Worked example: a slow query review that paid off

At the weekly perf review, the team notices the dashboard endpoint has crept from 200ms to 900ms p95 over the last month. They open the Supabase slow-query log.

The culprit: a query that joins users to subscriptions and filters by status = 'active'. As the user count grew, the lack of an index on subscriptions.status started biting.

CREATE INDEX idx_subscriptions_status ON subscriptions(status);

One migration. p95 latency back to 200ms. Found and fixed in ~30 minutes — because the weekly cadence surfaced it before users complained.

Highlight: scale Postgres before re-architecting

The instinct when traffic grows is to imagine you need microservices, Kubernetes, a separate read-API service. Usually, you need none of those. You need:

  1. An index on the column that's now being scanned.
  2. A connection pool because serverless functions exhaust DB connections.
  3. A Redis cache in front of a few hot endpoints.
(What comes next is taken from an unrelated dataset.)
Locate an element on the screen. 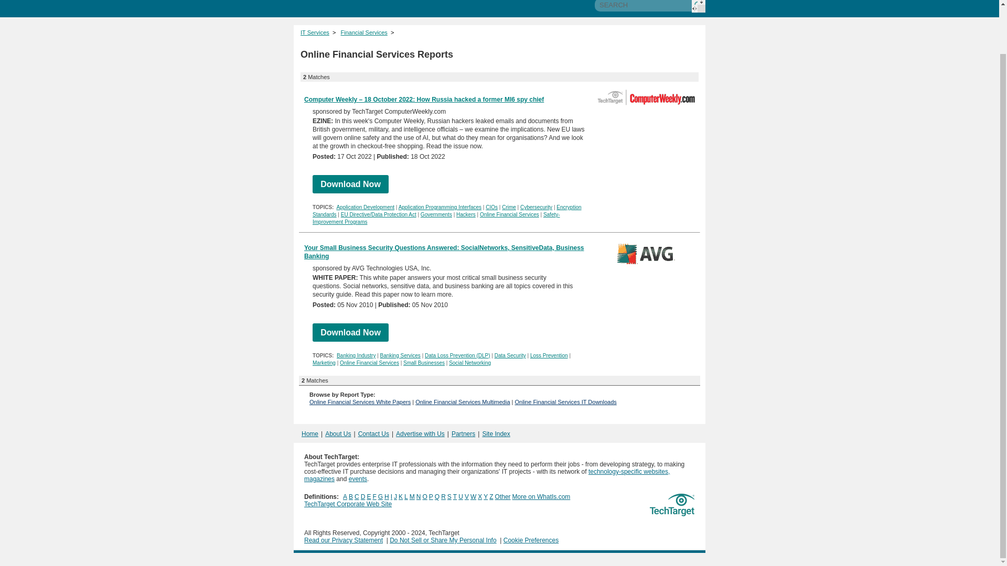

In that order. Most "we need to re-architect" pain at this scale dissolves once Postgres is properly tuned. Re-architecting is a last resort, not a first one.

Common mistakes

Where people commonly trip up
  • Indexing every column "just in case." Each index slows writes and costs storage. Add indexes when EXPLAIN ANALYZE proves a real query is doing a sequential scan — not preemptively because someone might filter by created_at someday.
  • Caching too aggressively, then debugging stale data for a month. A 5-minute Redis TTL on user profile data feels fine until a customer changes their email and gets confused for an hour. Cache only what's safe to be slightly stale, and invalidate on write where it matters.
  • Letting the cost review become "review the chart, nothing to do." Each weekly review needs a decision: cap a runaway service, archive cold data, downgrade a tier. Reviews that end in "interesting, see you next week" stop adding value within a month.
  • Putting off the major Postgres or framework upgrade because "it's stable." A Postgres 14 cluster you can't easily upgrade in 2026 is a future weekend of pain. Schedule version upgrades quarterly while the gap is small — it's cheaper than catching up by three majors when forced.
  • Killing the maintenance budget the quarter before a big launch. Tech debt compounds whether you pay the interest or not. The "we'll skip maintenance this sprint" decision typically extends to four sprints and produces the incident that delays the launch anyway.

Page checkpoint

Checkpoint Quiz

Did maintenance and scaling stick?

Required

What's next

→ Continue to A Realistic Cost Breakdown where we see what a $1M ARR startup actually spends each month.